Dataset START
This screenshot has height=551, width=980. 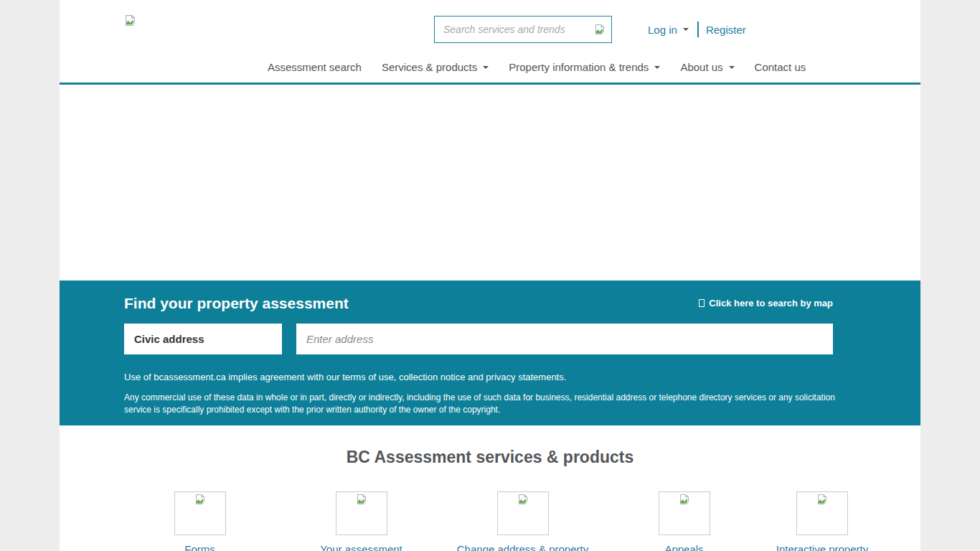 I want to click on nav-property-information-trends: Property information & trends, so click(x=584, y=67).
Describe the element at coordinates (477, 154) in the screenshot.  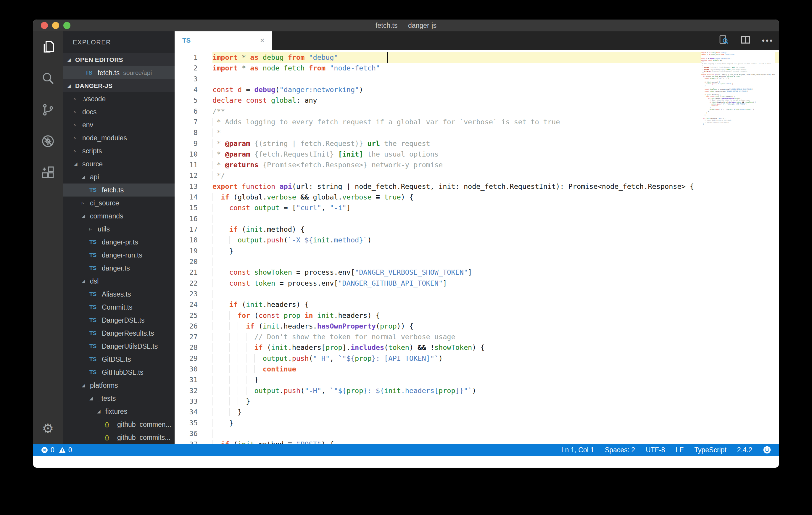
I see `code-line: 10 * @param {fetch.RequestInit} [init] t…` at that location.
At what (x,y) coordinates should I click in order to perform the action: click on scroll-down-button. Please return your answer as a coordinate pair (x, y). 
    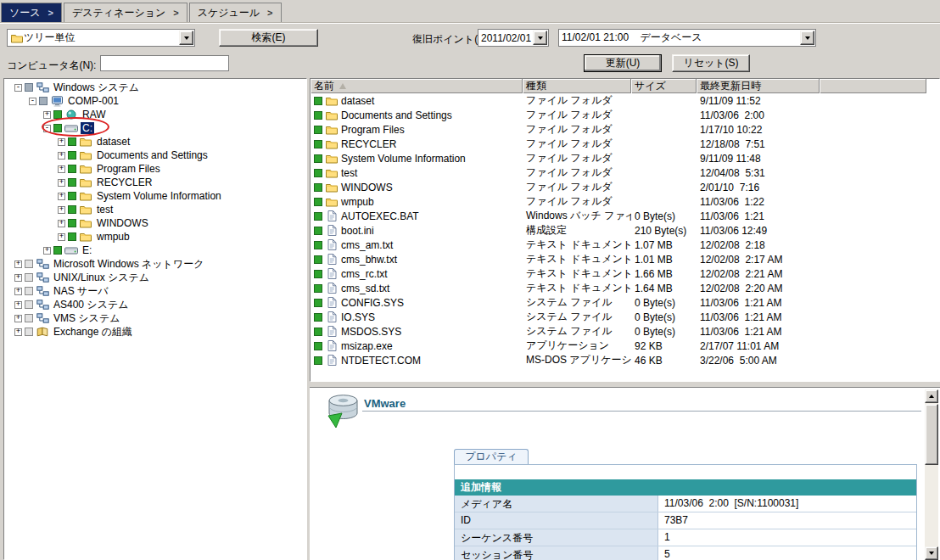
    Looking at the image, I should click on (932, 553).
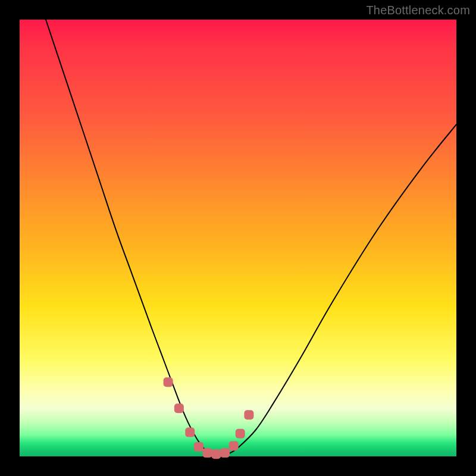  Describe the element at coordinates (209, 418) in the screenshot. I see `bottleneck-markers` at that location.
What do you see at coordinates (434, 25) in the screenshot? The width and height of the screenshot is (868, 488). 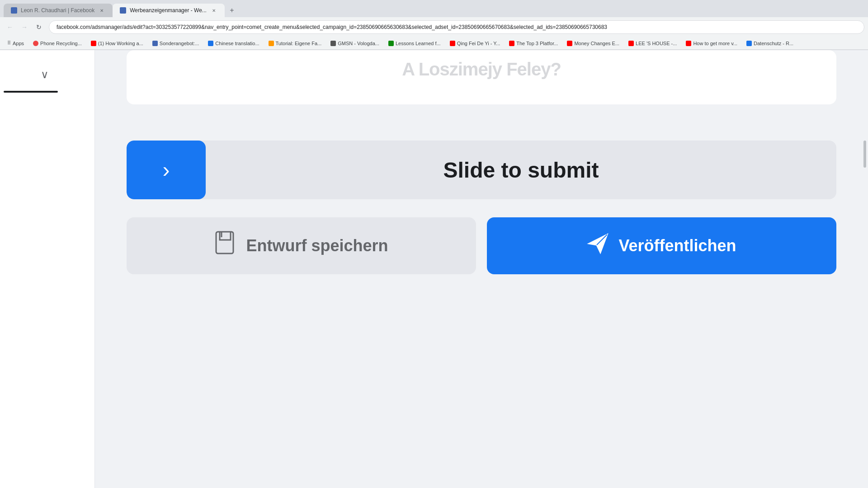 I see `browser-chrome: Leon R. Chaudhari | Facebook ✕ Werbeanze…` at bounding box center [434, 25].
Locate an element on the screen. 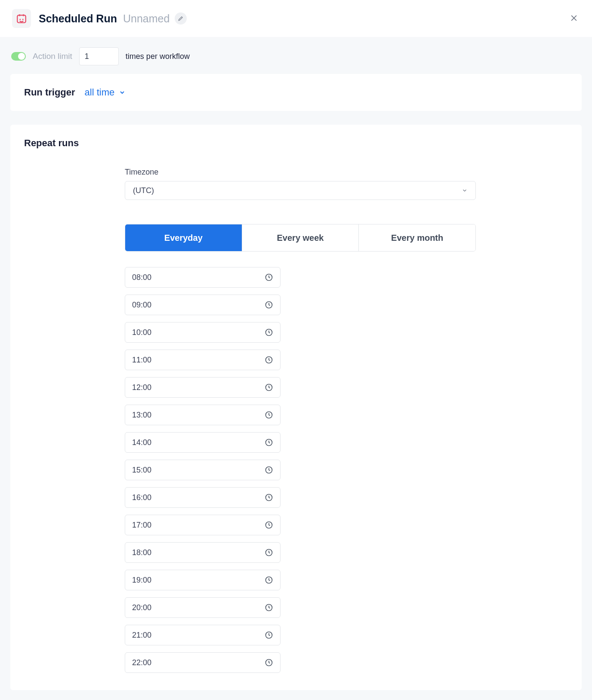 This screenshot has width=592, height=700. time-slot: 12:00 is located at coordinates (203, 387).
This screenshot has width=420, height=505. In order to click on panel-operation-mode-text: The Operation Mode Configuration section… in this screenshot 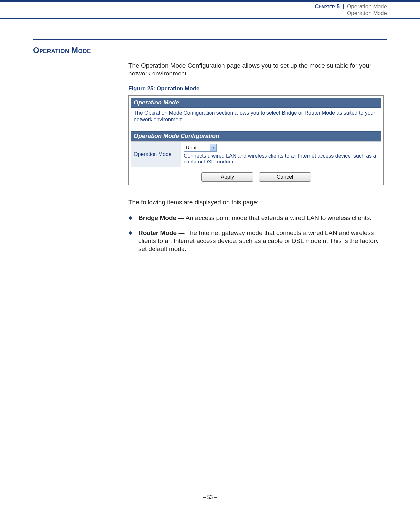, I will do `click(256, 117)`.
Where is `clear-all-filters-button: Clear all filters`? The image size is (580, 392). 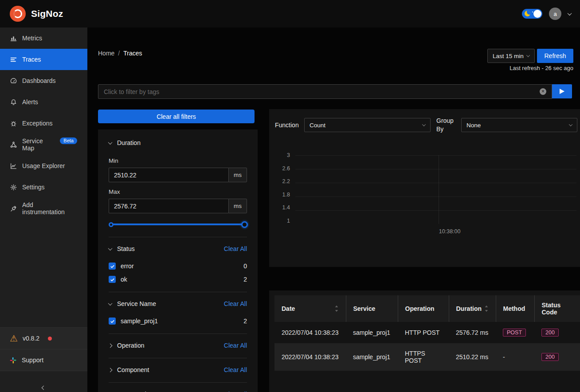 clear-all-filters-button: Clear all filters is located at coordinates (176, 116).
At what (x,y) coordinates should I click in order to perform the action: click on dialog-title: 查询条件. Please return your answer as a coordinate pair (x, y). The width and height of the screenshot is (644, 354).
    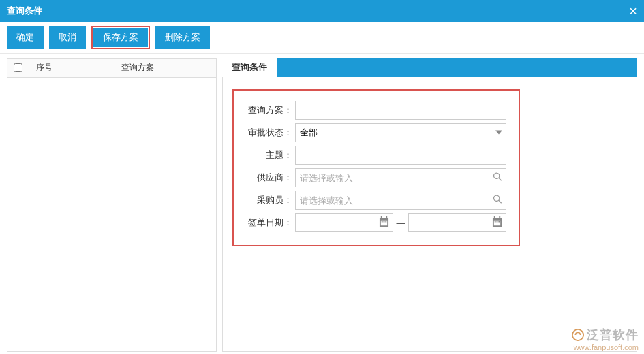
    Looking at the image, I should click on (25, 11).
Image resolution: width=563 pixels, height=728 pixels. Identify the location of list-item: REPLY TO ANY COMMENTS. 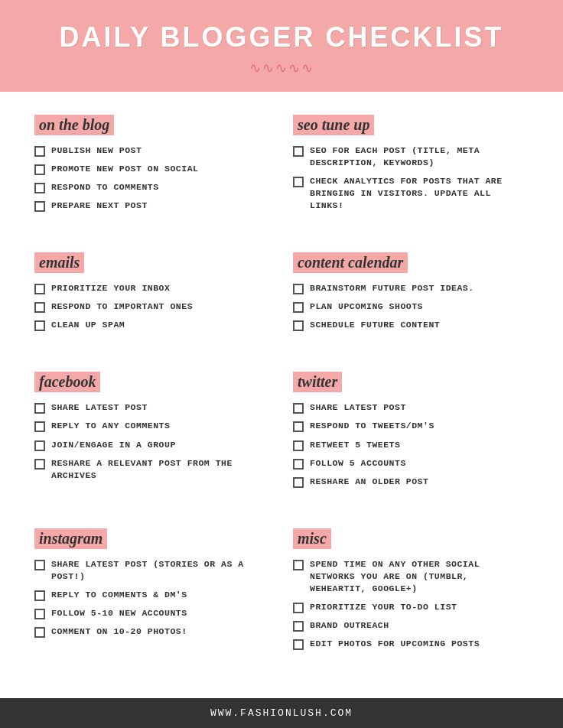
(152, 426).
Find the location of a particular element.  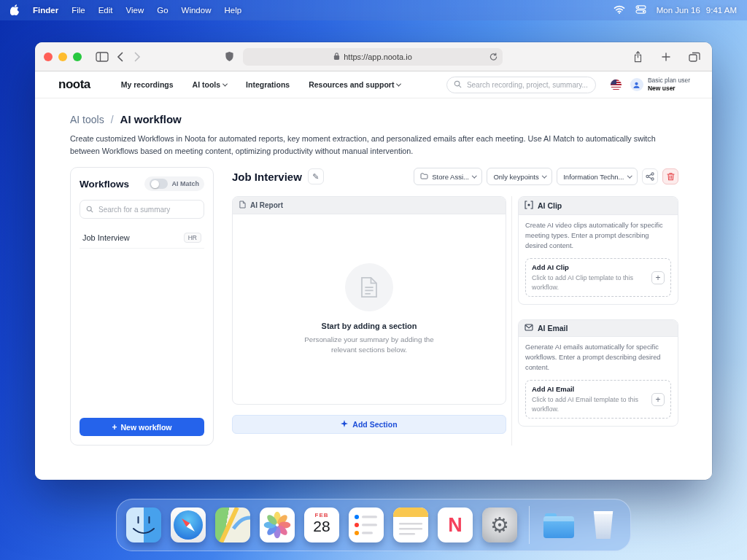

menu-go: Go is located at coordinates (162, 10).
Dataset END
◆ Exercise brief
Wording must stay exact. Give again the lines from the line with "Image resolution: width=563" through the last line of the listing, both ends included, without pictures.

◆ Response
Image resolution: width=563 pixels, height=728 pixels. Identify the location of list-item: REPLY TO ANY COMMENTS. 
(152, 426).
Find the location of a particular element.  

menu-go: Go is located at coordinates (162, 10).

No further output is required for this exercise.